Every now and then, you hear people on the national stage who understand nothing about grace and understand nothing about Christianity, and they want to make some issue out of some Christian’s sin. I don’t care about some Christian’s sin. We all have sinned. Some of our sins are more obvious than other people’s sins. But what matters is in our heart of hearts, do we have a passion to do what God wants us to do? Do we ultimately want to serve the Lord? That’s what God meant when he was talking about David as “a man after God’s own heart”. He desired to serve God. So we see that coming out in this prayer, as he again and again refers to himself as “Your servant.”
As we see this also in the text, there is an interesting little thing in the Hebrew; the Masoretic Text puts a vowel point under the N. See, the consonants are aleph, which is sort of a soft, guttural that’s almost unpronounceable. It’s like the beginning of saying the letter “o”; when you say “o,” you feel it in your throat as you start to say that; that’s like what the letter aleph is. It’s not an “a”; it’s that that little glottal stop just before you say the word “o.”
So you have aleph, and dalet, which is a “d”, and nun, which is an “n”, and then yod, which is a “y”. But when the Masoretes put vowel points in there, they put a kamatz under the nun which looks like a cross where the cross bars at the top looks like a little capital T. That means one thing: that would indicate a plural of majesty, and so it would be translated more as some have “sovereign God.” But if it’s as it’s put in some manuscripts, as apparently the Septuagint translates from, just a dot instead of that little T, then it would make it a personal: “my God,” “my Lord God,” which is how I think it should be translated.
David is making this personal. He is talking about, “Who am I, my Lord God?” and “What is my house that you have brought me this far.” He’s very personal and intimate in the way that he is addressing God. Those vowel points were not in the original, and they were put in by the Masoretes. Sometimes, when there are differences between other ancient texts like the Septuagint and some others, you compare those. And, if you have two or more that are contrary to the Masoretic Text, then you probably have a problem with the Masoretic Text.

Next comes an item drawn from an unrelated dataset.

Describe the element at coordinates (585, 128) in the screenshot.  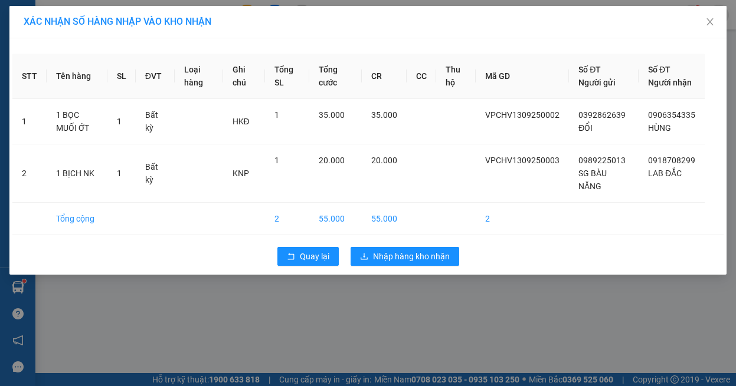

That’s not what I was taught at Dallas. I’ve learned that since; I learned that from Michael Rydelnik. I learned that from a Jewish scholar named Emanuel Tov and some others. Dallas [Seminary], in the typical standard approach to textual criticism in the Old Testament, is that if the Masoretic Text says it, that that’s the way it should be. But often they changed the vowels to take out messianic implications in some of the verses, and we studied that in other studies. So, David says [2 Samuel 7:18], “Who am I my Lord God? And what is my house—that is what is my family or dynasty—that You have brought me this far?”
Slide 10
In 2 Samuel 7:8–9, as God introduces the covenant that He is going to make with David, He says, “Now therefore— speaking to the prophet, He says—now therefore,—Nathan—thus shall you say to my servant David,—notice how God addresses David as His servant; that’s a high honor—‘Thus says—Yahweh Sabaoth—thus says the Lord of hosts—armies. “I took you from the sheepfold, from following the sheep, to be ruler over My people, over Israel. And I have been with you wherever you have gone—God is omniscient, but this is more than that, He has watched over and protected David. He says—I have cut off all your enemies from before you—He’s given him victory over all of his enemies—and have made you a great name, you are famous among all the peoples of the earth.” ’ ”
Slide 11
That’s what David means when he says, who am I that You have brought me this far. You have brought me from the sheepfold up to the palace. You have brought me from being a shepherd to being a king; You’ve taken me from being a shepherd boy whose only weapons were a sling and a shepherd’s staff to being the commander of a mighty, victorious army that has expanded the borders of the kingdom. Then as David reflects on this, he says, [2 Samuel 7:19] “And yet this was a small thing in Your sight.”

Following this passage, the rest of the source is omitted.